Please give back the lines from the line containing "Describe the element" through the end of the listing below, exactly as written and without pictures.

§ **DATA SHOWN**

Start of Block

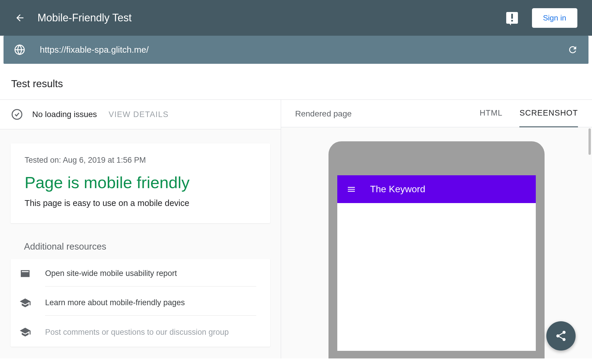  What do you see at coordinates (150, 307) in the screenshot?
I see `resource-text: Learn more about mobile-friendly pages` at bounding box center [150, 307].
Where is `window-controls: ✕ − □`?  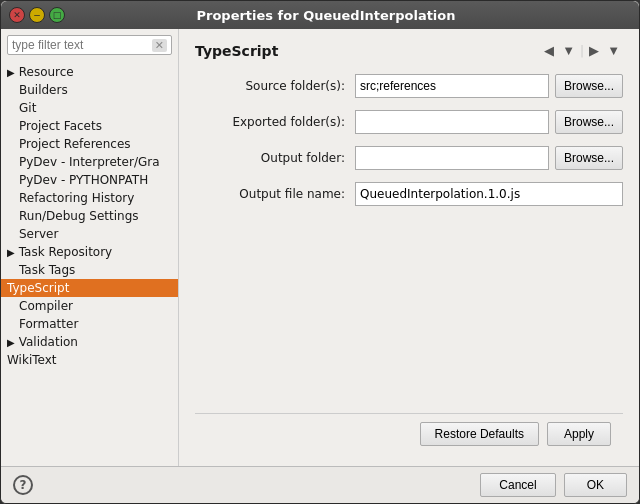 window-controls: ✕ − □ is located at coordinates (37, 15).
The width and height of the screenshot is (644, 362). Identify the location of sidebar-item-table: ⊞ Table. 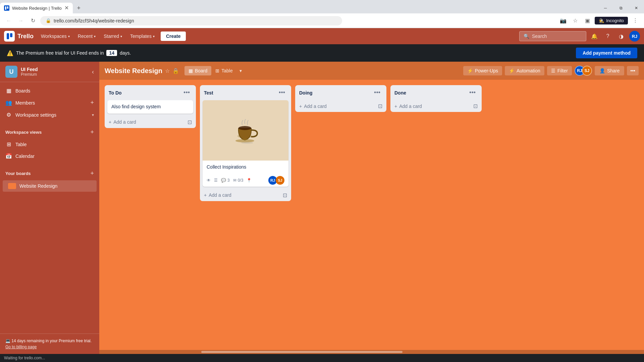
(50, 144).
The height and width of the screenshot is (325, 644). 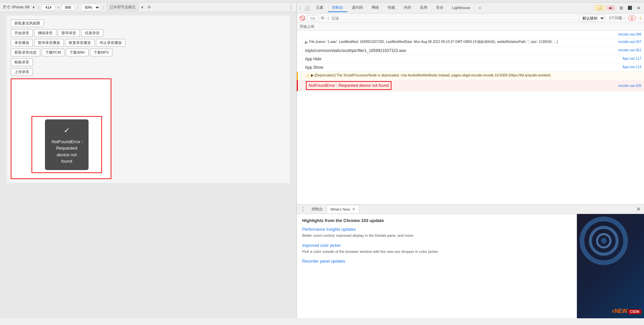 I want to click on console-msg-file: ▶ File {name: '1.wav', LastModified: 165…, so click(x=470, y=42).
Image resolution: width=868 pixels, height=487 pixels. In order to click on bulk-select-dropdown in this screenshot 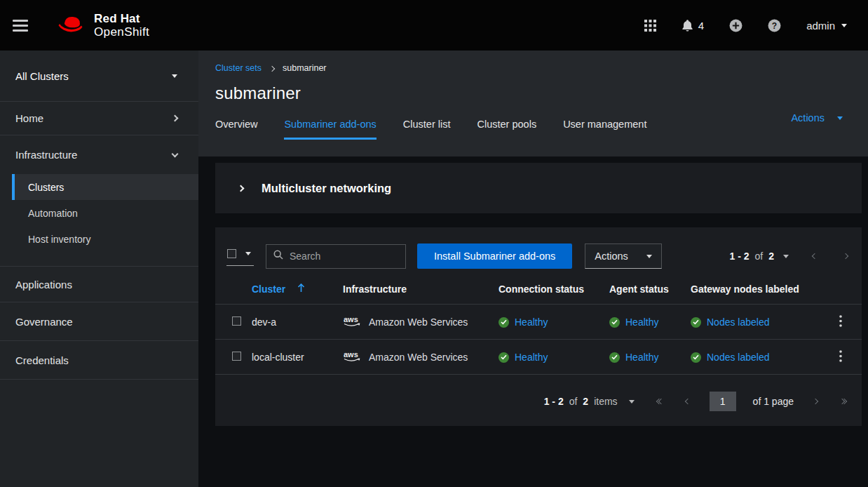, I will do `click(240, 256)`.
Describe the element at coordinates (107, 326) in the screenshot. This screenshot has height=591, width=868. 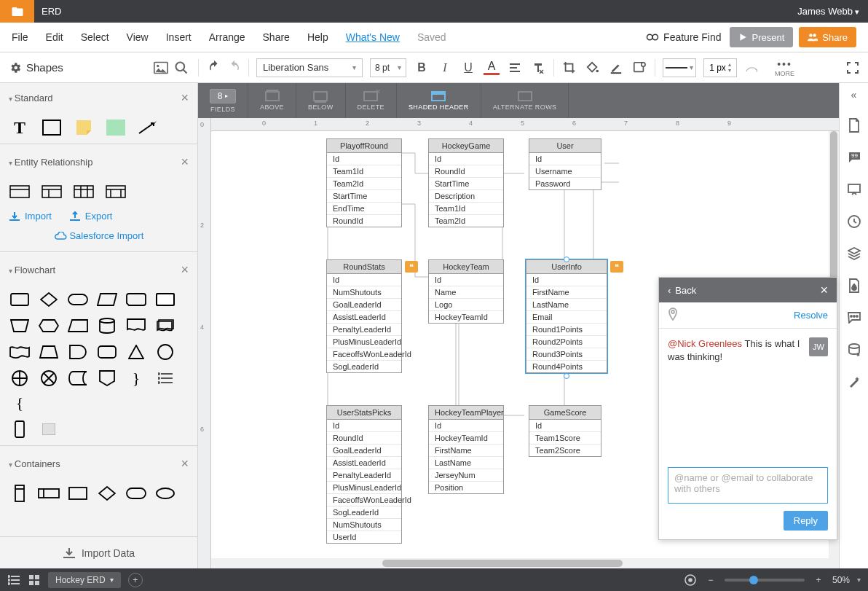
I see `fc-db` at that location.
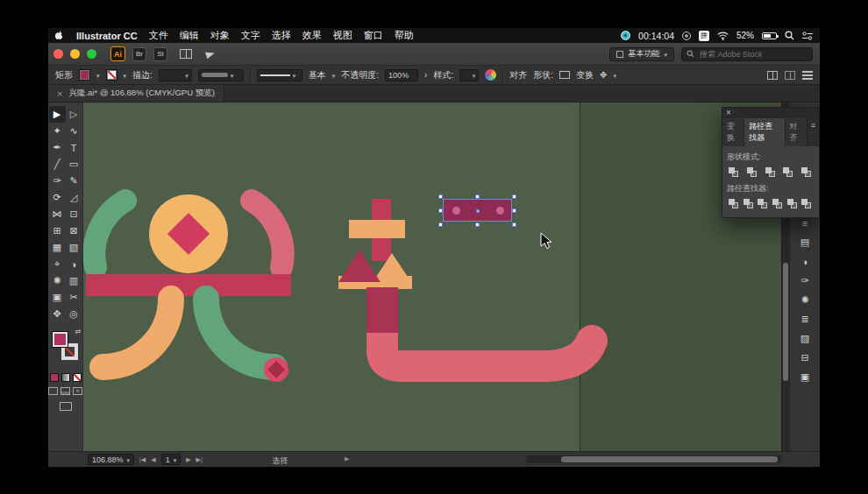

End of Block

§ **PROBLEM SOLUTION**
Describe the element at coordinates (107, 326) in the screenshot. This screenshot has height=591, width=868. 
I see `fc-db` at that location.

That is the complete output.